Saturday, 2 April 2011

Chop Suey is American and Fortune Cookies are Japanese

You heard it right Jennifer 8. Lee a NY Times reporter explains about the recent history of Chinese food all over the world.
Bring a fortune cookie to China and nobody will know what it is, the same applies for Chop Suey and many other Chinese dishes:




Chinese immigrant in the
Netherlands selling peanuts
Photo thanks to: Hizz weblog


Indonesian giant prawn crackers
adaptation by Chinese restaurants
in the Netherlands.
Photo: thanks to Kokohili
To contribute to this topic:Chinese food became very popular in the Netherlands earlier than any other European nation. How this came to be?

In Holland Chinese people were employed en masse as cheap labourers on Dutch steamships which started as an attempt to break a sailors-strike back in 1911. In the 1930's the economic crises and modern ships made them redundant.
Many of the empovered Chinese people who remained in the Netherlands started selling peanuts and peanut cookies called teng-teng. "Let them sell peanuts" was an idea of the Dutch prime-minister then, at least so I was told.
After 1945 when the Netherlands started losing it's colony Indonesia, people returning home missed the Indonesian food. This formed a perfect niche market for the Chinese to jump into by opening Chinese-Indonesian restaurants.
This resulted in a unique adaptation of Indonesian and Chinese cuisine suitable for Dutch taste.
Chinese restaurants became famous for offering a large quantity for a low price, being offered as take away as well, this turned out to be a killer formula in Holland.

Back in the 60's and70's, my birth town, Leeuwarden counted a few Dutch restaurants versus a dozen Chinese restaurants, no other cuisines on offer.
Husbands with big pans strapped on the back of their bicycles having it filled up at a local Chinese take-away blended in perfectly with the windmills and tulips. But how eco-friendly this phenomenon might sound to be, I doubt if it still exists. Increased welfare, foreign holidays, immigration, caused other foreign restaurants to emerge. At the same time second and third generations Chinese-Dutch often with high education levels started to refuse continuing family business.
Finally the number of Chinese restaurants declined and many of the surviving ones either moved out of the city or started to change menu in the 80's, upgrading quality and introducing more authentic dishes as well.
Up to present day, specially in the countryside where there are few alternatives, still many Dutch families will enjoy an 'old school' Dutch-Chinese take away meal on fixed days of the week.
Also dormitories, elderly homes and even prisons serve Dutch-Chinese food on a regular basis.

Thanks to the Chinese popularisation of the Indo-Malay satay with peanut sauce and krupuk (prawn crackers) it became a regular dish in many Dutch restaurants as well, adapting taste once again.
Now satay or in Dutch 'sate' can also be enjoyed in Dutch bars in countries like Thailand.
So within 50 year satay has almost circled back to it's origin, but of course this latest variant hardly resembles the original. It's up to everyone's taste to judge which is the best.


REQUIRED ACTION: Where the records below have a line with "strong", that line is to be copied.

GIVEN DATA:
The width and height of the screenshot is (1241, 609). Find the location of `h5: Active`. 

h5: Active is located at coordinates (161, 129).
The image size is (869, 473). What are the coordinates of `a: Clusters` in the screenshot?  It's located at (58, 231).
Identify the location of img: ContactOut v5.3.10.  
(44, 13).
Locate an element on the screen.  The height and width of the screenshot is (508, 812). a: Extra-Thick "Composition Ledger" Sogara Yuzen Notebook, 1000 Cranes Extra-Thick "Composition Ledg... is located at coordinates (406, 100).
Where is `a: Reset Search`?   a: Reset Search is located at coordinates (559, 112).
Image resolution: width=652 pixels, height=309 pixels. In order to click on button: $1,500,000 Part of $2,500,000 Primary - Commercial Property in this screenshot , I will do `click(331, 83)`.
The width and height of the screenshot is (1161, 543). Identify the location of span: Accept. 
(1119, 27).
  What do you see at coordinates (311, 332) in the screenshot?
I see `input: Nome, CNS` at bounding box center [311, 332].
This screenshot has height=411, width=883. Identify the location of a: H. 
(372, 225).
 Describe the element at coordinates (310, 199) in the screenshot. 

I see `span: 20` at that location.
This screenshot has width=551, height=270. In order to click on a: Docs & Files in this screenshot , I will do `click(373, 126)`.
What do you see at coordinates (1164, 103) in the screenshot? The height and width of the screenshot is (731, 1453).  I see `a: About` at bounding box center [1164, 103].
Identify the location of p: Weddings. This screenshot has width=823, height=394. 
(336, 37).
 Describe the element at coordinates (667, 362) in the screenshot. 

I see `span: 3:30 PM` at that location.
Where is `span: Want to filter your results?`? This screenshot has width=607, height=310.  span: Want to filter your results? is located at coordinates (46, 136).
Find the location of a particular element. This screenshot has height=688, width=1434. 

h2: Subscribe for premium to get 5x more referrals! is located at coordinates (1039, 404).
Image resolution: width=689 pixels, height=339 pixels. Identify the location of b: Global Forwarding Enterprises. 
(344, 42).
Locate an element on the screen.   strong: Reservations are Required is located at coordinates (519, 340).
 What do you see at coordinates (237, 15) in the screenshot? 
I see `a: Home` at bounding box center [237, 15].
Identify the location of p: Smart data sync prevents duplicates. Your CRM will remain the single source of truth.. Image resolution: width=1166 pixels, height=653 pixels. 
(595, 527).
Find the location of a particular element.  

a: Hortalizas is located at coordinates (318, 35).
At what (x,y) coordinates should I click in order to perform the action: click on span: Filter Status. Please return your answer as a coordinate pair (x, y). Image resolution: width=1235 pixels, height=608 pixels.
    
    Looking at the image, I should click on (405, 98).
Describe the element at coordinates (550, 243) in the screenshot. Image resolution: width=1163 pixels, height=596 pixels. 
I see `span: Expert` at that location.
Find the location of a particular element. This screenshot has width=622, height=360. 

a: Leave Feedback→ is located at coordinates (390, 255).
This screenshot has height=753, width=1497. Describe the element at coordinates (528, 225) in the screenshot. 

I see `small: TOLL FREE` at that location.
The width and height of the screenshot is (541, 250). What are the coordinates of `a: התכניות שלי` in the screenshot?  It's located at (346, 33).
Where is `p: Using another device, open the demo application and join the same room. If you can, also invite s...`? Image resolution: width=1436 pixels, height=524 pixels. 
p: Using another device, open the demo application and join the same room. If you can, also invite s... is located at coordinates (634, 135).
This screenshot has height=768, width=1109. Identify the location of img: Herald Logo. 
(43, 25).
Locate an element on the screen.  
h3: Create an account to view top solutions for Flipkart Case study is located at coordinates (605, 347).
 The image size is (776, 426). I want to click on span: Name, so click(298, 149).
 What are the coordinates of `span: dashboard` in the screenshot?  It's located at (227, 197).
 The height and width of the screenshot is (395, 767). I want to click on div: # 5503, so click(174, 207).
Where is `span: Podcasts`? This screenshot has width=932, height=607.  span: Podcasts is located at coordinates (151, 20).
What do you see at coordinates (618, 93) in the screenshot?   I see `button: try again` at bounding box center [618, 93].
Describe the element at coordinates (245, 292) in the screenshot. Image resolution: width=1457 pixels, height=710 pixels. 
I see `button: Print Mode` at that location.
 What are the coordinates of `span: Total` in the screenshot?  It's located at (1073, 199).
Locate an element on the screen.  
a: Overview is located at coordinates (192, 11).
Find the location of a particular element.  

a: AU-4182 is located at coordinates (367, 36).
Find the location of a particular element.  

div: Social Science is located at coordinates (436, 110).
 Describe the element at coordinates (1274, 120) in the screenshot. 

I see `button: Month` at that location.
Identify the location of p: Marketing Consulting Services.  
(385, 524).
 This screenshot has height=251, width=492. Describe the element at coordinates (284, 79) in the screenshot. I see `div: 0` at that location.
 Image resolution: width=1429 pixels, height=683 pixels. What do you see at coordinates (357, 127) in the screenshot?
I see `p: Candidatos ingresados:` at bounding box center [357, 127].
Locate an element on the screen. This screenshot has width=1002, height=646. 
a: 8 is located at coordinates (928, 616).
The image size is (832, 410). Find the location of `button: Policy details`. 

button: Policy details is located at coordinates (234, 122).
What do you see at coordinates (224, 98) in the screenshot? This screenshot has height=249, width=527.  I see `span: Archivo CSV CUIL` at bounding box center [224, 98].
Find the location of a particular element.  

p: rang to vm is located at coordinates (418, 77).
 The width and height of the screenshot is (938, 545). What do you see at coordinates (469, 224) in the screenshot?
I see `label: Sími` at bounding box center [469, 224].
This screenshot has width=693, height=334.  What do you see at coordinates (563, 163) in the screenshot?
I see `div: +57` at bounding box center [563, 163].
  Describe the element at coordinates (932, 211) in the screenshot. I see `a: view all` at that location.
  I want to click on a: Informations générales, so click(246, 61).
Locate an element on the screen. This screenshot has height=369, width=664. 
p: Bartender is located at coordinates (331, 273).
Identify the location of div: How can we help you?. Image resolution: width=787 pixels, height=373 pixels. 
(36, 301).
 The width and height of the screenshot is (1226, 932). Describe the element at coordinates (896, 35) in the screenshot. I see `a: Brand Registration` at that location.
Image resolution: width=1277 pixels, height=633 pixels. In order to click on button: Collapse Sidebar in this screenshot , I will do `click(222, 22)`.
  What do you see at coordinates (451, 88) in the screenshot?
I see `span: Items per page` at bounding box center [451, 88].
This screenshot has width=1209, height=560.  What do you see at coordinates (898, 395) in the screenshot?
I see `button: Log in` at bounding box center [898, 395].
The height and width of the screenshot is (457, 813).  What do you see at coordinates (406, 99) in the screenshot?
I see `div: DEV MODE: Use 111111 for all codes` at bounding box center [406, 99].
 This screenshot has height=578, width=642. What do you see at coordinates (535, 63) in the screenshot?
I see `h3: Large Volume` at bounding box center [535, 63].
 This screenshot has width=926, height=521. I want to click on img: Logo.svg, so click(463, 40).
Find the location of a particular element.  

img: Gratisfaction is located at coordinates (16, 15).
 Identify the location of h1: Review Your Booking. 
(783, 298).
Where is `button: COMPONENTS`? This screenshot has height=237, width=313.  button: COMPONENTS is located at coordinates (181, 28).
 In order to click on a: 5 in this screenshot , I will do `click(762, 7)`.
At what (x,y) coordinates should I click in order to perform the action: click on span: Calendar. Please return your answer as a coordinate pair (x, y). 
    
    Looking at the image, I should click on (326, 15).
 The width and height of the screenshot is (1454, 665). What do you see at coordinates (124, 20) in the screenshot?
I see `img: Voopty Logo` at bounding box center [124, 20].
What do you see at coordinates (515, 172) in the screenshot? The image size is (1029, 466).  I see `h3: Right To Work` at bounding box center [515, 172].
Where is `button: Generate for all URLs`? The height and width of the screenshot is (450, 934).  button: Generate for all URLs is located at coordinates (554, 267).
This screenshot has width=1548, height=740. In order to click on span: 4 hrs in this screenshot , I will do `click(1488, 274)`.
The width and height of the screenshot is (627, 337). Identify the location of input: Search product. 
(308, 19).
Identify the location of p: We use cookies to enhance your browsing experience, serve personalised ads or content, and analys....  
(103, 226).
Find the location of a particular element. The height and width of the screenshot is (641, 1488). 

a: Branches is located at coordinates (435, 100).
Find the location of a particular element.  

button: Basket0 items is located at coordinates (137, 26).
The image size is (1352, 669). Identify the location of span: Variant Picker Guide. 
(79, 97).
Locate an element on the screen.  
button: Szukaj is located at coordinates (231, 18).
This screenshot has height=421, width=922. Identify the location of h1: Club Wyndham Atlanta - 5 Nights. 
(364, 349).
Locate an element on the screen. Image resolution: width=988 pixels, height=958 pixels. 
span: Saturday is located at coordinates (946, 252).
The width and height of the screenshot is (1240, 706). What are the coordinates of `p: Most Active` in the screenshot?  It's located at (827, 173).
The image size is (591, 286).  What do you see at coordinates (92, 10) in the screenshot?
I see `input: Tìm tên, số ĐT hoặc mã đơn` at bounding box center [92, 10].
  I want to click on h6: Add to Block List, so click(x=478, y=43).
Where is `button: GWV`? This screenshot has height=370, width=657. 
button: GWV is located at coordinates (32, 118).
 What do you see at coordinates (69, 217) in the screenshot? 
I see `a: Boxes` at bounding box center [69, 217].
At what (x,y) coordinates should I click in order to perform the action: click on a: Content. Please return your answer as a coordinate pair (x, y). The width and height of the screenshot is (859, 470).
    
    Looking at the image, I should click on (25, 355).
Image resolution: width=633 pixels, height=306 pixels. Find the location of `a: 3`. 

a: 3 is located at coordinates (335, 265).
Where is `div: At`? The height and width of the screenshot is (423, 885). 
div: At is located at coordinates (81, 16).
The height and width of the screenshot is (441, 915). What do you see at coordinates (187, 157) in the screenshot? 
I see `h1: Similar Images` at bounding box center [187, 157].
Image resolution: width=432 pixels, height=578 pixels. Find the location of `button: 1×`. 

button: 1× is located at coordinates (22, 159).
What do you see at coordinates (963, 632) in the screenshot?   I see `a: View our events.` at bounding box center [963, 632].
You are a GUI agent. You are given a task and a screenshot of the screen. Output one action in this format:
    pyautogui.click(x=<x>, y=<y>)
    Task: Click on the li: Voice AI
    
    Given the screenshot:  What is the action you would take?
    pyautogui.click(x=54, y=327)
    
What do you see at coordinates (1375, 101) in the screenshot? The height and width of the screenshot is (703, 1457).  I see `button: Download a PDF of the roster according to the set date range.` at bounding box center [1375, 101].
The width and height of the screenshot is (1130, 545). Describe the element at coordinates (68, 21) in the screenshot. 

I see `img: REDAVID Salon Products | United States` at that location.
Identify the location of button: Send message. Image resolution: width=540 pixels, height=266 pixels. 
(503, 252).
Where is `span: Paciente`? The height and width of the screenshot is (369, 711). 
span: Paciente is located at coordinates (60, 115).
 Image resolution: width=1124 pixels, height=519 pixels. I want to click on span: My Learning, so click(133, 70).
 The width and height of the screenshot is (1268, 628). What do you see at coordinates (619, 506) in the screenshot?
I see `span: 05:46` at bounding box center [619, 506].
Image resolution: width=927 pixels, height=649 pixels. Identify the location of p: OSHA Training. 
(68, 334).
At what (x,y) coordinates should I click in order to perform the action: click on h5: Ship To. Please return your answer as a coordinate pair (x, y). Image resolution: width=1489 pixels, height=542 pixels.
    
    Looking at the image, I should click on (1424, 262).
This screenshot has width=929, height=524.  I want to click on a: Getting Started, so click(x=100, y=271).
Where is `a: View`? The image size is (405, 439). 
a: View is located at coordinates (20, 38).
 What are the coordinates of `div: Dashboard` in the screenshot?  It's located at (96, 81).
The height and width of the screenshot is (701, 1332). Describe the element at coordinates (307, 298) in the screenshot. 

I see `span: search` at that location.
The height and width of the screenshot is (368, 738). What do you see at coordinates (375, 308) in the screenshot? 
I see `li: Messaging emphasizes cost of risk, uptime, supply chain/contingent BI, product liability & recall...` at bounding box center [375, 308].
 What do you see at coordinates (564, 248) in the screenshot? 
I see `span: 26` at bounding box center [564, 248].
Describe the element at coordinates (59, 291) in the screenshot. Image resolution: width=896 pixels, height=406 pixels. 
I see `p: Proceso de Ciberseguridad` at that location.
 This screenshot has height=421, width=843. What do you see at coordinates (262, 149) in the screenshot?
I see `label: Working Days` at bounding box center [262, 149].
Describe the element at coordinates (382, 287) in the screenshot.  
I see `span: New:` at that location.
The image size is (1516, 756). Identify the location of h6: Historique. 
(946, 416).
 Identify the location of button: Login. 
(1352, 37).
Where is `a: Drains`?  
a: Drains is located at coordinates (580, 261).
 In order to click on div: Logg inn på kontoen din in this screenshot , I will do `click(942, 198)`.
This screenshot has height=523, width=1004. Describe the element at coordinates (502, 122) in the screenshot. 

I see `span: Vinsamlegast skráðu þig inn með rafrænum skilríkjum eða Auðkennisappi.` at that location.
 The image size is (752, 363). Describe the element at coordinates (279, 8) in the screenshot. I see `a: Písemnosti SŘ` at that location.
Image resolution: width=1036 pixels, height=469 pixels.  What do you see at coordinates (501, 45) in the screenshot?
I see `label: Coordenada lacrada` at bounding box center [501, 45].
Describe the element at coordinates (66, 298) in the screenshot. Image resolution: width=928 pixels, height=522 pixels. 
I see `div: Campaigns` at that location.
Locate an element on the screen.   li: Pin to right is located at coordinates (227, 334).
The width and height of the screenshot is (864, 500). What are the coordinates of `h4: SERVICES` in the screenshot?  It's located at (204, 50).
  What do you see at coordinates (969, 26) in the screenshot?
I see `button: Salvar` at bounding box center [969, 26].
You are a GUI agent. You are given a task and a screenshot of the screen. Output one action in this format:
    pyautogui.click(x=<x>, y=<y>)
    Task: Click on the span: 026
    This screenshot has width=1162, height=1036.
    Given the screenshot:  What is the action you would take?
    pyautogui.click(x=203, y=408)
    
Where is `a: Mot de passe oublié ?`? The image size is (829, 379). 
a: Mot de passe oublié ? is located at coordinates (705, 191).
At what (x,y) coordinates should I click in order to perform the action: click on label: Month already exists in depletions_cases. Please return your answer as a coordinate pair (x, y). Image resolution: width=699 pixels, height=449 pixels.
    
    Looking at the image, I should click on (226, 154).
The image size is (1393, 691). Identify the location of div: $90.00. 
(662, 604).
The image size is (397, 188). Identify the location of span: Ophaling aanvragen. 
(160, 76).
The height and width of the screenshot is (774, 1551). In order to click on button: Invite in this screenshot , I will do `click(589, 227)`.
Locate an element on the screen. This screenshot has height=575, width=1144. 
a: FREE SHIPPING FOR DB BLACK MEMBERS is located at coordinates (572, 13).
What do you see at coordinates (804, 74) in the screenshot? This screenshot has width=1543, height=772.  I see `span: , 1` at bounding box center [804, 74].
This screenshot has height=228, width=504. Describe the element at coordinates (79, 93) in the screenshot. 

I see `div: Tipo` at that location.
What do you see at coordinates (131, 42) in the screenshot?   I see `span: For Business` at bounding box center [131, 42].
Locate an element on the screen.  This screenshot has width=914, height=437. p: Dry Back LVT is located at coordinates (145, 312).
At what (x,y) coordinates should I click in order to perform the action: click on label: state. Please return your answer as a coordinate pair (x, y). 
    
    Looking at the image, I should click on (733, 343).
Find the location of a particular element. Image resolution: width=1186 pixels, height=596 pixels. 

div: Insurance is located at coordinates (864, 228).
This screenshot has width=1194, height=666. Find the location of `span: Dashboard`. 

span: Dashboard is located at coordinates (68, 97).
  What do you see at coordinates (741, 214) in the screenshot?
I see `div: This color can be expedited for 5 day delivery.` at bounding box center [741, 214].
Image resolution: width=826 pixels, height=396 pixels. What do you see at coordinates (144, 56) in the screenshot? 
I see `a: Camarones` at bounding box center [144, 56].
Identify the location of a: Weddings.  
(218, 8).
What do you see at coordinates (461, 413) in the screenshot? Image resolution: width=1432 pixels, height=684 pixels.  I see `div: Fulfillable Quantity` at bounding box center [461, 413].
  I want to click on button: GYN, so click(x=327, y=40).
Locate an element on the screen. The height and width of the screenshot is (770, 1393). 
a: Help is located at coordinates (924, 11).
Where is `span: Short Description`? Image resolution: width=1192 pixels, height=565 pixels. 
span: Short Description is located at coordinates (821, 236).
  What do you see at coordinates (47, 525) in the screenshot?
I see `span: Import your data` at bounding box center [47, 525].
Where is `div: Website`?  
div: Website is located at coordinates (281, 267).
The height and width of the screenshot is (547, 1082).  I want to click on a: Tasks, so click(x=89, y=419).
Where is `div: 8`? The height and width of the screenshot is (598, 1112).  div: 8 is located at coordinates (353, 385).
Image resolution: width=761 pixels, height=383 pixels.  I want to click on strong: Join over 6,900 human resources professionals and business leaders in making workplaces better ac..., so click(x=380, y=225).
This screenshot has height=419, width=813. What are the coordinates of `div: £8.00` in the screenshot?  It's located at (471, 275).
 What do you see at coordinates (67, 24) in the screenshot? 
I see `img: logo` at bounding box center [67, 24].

SOLUTION TO THE EXERCISE:
Locate an element on the screen.   strong: Reservations are Required is located at coordinates (519, 340).
Image resolution: width=761 pixels, height=383 pixels.  I want to click on strong: Join over 6,900 human resources professionals and business leaders in making workplaces better ac..., so click(x=380, y=225).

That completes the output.